In her 2011/12 hit Jumpy, April De Angelis put a woman turning fifty at the heart of the action. For her new play - commissioned specifically to provide the sort of roles for older actresses that are in notoriously short supply - she puts a woman in her eighties centre-stage. Virgie (Marty Cruickshank) has been a moderately successful abstract artist, an inspiration to some but a black sheep in her own family. A hippie free spirit, when her marriage was failing she left her family, leading to her children being taken into care. Haydn (Veronica Roberts,) now a therapist with a tendency to analyse herself and everyone around her in Freudian terms at all times, and Orin (James Wallace,) with a disastrous marriage of his own under his belt, have reconciled with their mother after a fashion, but the youngest daughter was never returned to her, and who she might now be remains a mystery that haunts the whole family.
Writing down what I think about theatre I've seen in That London, whether I've been asked to or not.
Showing posts with label James Wallace. Show all posts
Showing posts with label James Wallace. Show all posts
Monday, 13 April 2015
Sunday, 19 October 2014
Theatre review: The Massacre at Paris
Surviving only in a short, probably bastardised version that sounds not unlike Hamlet's Bad Quarto, The Massacre at Paris sees Christopher Marlowe treat Catholics with much the same tact and sensitivity as he did Jews. Based on very recent French history that would have still been gossiped about when it premiered, it sees a marriage between Catholic Princess Margaret (Ella Road) and Protestant Henry of Navarre (Rhys Bevan) as only the pretense of reconciliation between the warring nobles. In fact it riles hardline Catholics so much they plot a bloody massacre of Protestants, but this isn't enough for the power-hungry Duke of Guise (John Gregor) and Queen Mother (Kristin Milward.) They dispatch with the King and Queen and install child-king Henry III (James Askill) as a puppet ruler. But as he gets older Henry has his own style of ruling that's less than pious, so Guise continues his plotting to get power into his own hands once and for all.
Saturday, 20 September 2014
Theatre review: The Woman in the Moon
The Elizabethans were big believers in Astrology, and Shakespeare often has characters stop and bemoan the influence of celestial bodies on their lives. John Lyly, thought to have been a big influence on Shakespeare, had gone one step further in The Woman in the Moon, in which they take a very hands-on interest in the plot. It's a sort of alternative creation myth, where four shepherds (Joel Davey, Rhys Bevan, James Askill and Robert Heard) have seen the sorts of things their sheep get up to and complain to Nature (Julia Sandiford) about the lack of any human females so they can join in the fun. So Nature creates the first woman, Pandora (Bella Heesom.) She may have done a bit too good a job though, as the stars and planets resent the appearance of something as luminous as themselves on Earth. They resolve to use their very different influences on her, taking turns to affect her moods until both Pandora and her various suitors have been driven to distraction.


[Exercise requirements]: The entries need to be copied exactly as they stand, images left out.

[Data for this exercise]:
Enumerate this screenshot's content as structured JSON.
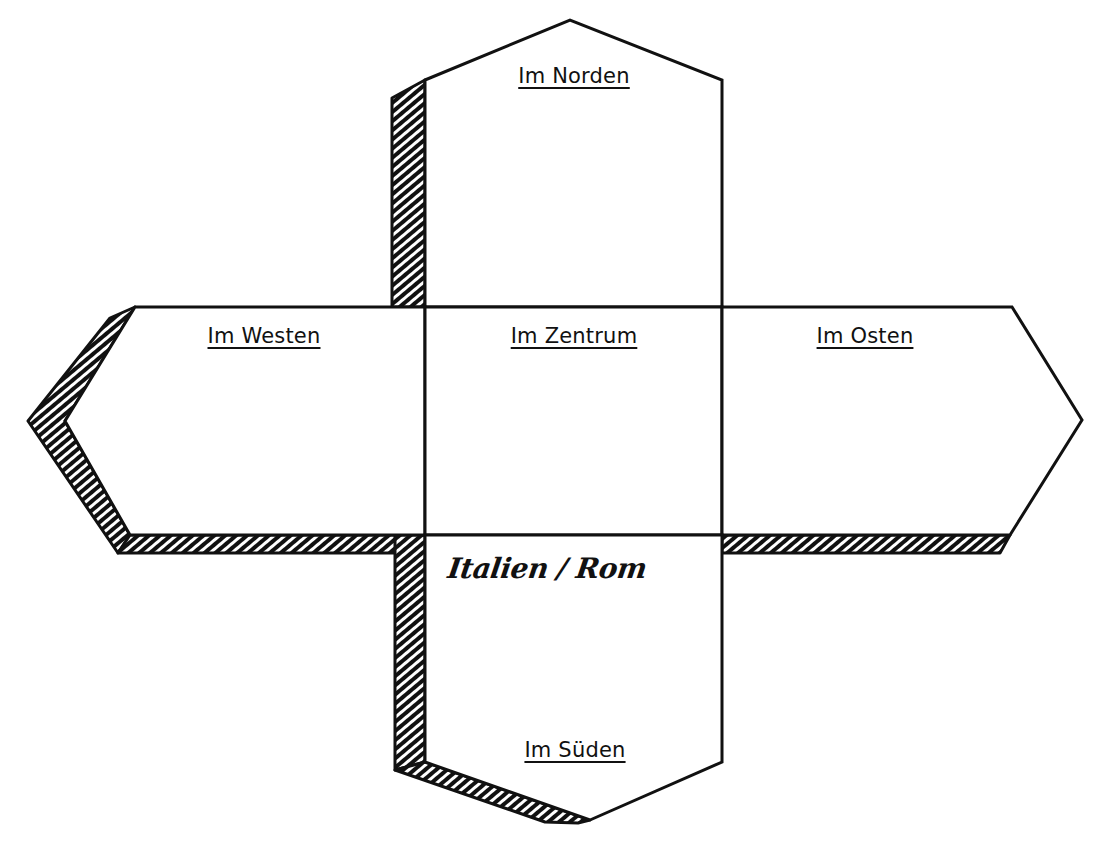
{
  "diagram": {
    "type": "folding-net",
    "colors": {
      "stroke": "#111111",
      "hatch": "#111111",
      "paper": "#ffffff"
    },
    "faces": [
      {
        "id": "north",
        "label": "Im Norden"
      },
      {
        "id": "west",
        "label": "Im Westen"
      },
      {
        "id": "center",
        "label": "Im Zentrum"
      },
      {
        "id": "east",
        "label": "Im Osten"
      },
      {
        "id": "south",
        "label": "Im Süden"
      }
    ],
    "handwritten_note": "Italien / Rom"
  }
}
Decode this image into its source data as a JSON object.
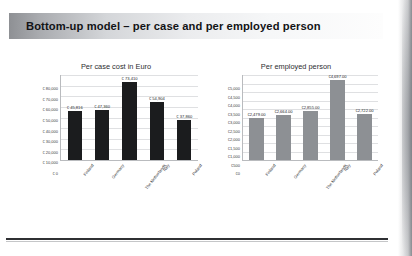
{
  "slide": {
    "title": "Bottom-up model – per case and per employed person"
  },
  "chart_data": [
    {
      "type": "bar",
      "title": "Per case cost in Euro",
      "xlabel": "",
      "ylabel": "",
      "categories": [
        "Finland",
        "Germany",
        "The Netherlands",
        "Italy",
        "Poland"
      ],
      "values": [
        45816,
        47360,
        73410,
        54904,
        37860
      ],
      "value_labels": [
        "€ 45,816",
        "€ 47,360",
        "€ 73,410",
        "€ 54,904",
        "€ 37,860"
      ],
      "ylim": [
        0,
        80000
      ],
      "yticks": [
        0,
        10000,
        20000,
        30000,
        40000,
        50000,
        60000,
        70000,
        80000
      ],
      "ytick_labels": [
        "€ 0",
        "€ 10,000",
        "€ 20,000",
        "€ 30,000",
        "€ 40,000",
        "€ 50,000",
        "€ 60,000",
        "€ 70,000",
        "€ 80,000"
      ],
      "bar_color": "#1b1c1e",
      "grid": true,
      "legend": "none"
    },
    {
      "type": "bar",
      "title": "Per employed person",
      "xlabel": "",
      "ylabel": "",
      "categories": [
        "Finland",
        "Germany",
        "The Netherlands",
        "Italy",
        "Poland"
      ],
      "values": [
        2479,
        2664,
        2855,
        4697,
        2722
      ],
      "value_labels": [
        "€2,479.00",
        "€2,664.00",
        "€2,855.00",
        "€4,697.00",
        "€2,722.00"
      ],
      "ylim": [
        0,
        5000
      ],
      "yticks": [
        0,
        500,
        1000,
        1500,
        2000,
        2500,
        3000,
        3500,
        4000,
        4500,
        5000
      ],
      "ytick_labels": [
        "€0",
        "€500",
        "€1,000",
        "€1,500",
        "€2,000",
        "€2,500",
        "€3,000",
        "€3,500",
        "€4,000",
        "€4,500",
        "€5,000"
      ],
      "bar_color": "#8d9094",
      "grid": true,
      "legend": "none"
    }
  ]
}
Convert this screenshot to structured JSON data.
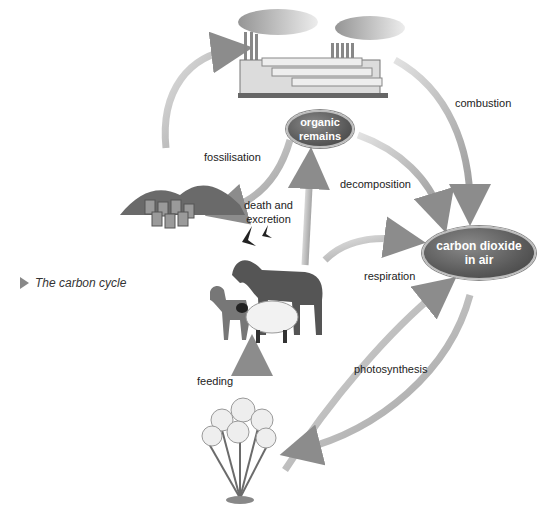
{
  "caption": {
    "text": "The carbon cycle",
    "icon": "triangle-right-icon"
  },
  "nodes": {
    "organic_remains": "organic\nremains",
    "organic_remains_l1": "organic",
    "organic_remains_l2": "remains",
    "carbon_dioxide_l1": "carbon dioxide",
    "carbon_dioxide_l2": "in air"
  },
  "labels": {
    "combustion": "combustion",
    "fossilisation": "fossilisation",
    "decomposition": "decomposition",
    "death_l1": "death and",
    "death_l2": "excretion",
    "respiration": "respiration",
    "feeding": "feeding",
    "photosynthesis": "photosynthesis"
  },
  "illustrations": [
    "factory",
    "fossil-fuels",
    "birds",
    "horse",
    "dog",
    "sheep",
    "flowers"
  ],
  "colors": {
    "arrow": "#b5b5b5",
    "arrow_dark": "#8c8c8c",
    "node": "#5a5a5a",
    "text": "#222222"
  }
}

[Written solution]:
Enumerate this screenshot's content as structured JSON.
{
  "diagram": {
    "type": "folding-net",
    "colors": {
      "stroke": "#111111",
      "hatch": "#111111",
      "paper": "#ffffff"
    },
    "faces": [
      {
        "id": "north",
        "label": "Im Norden"
      },
      {
        "id": "west",
        "label": "Im Westen"
      },
      {
        "id": "center",
        "label": "Im Zentrum"
      },
      {
        "id": "east",
        "label": "Im Osten"
      },
      {
        "id": "south",
        "label": "Im Süden"
      }
    ],
    "handwritten_note": "Italien / Rom"
  }
}
Decode this image into its source data as a JSON object.
{
  "slide": {
    "title": "Bottom-up model – per case and per employed person"
  },
  "chart_data": [
    {
      "type": "bar",
      "title": "Per case cost in Euro",
      "xlabel": "",
      "ylabel": "",
      "categories": [
        "Finland",
        "Germany",
        "The Netherlands",
        "Italy",
        "Poland"
      ],
      "values": [
        45816,
        47360,
        73410,
        54904,
        37860
      ],
      "value_labels": [
        "€ 45,816",
        "€ 47,360",
        "€ 73,410",
        "€ 54,904",
        "€ 37,860"
      ],
      "ylim": [
        0,
        80000
      ],
      "yticks": [
        0,
        10000,
        20000,
        30000,
        40000,
        50000,
        60000,
        70000,
        80000
      ],
      "ytick_labels": [
        "€ 0",
        "€ 10,000",
        "€ 20,000",
        "€ 30,000",
        "€ 40,000",
        "€ 50,000",
        "€ 60,000",
        "€ 70,000",
        "€ 80,000"
      ],
      "bar_color": "#1b1c1e",
      "grid": true,
      "legend": "none"
    },
    {
      "type": "bar",
      "title": "Per employed person",
      "xlabel": "",
      "ylabel": "",
      "categories": [
        "Finland",
        "Germany",
        "The Netherlands",
        "Italy",
        "Poland"
      ],
      "values": [
        2479,
        2664,
        2855,
        4697,
        2722
      ],
      "value_labels": [
        "€2,479.00",
        "€2,664.00",
        "€2,855.00",
        "€4,697.00",
        "€2,722.00"
      ],
      "ylim": [
        0,
        5000
      ],
      "yticks": [
        0,
        500,
        1000,
        1500,
        2000,
        2500,
        3000,
        3500,
        4000,
        4500,
        5000
      ],
      "ytick_labels": [
        "€0",
        "€500",
        "€1,000",
        "€1,500",
        "€2,000",
        "€2,500",
        "€3,000",
        "€3,500",
        "€4,000",
        "€4,500",
        "€5,000"
      ],
      "bar_color": "#8d9094",
      "grid": true,
      "legend": "none"
    }
  ]
}
Convert this screenshot to structured JSON data.
{
  "caption": {
    "text": "The carbon cycle",
    "icon": "triangle-right-icon"
  },
  "nodes": {
    "organic_remains": "organic\nremains",
    "organic_remains_l1": "organic",
    "organic_remains_l2": "remains",
    "carbon_dioxide_l1": "carbon dioxide",
    "carbon_dioxide_l2": "in air"
  },
  "labels": {
    "combustion": "combustion",
    "fossilisation": "fossilisation",
    "decomposition": "decomposition",
    "death_l1": "death and",
    "death_l2": "excretion",
    "respiration": "respiration",
    "feeding": "feeding",
    "photosynthesis": "photosynthesis"
  },
  "illustrations": [
    "factory",
    "fossil-fuels",
    "birds",
    "horse",
    "dog",
    "sheep",
    "flowers"
  ],
  "colors": {
    "arrow": "#b5b5b5",
    "arrow_dark": "#8c8c8c",
    "node": "#5a5a5a",
    "text": "#222222"
  }
}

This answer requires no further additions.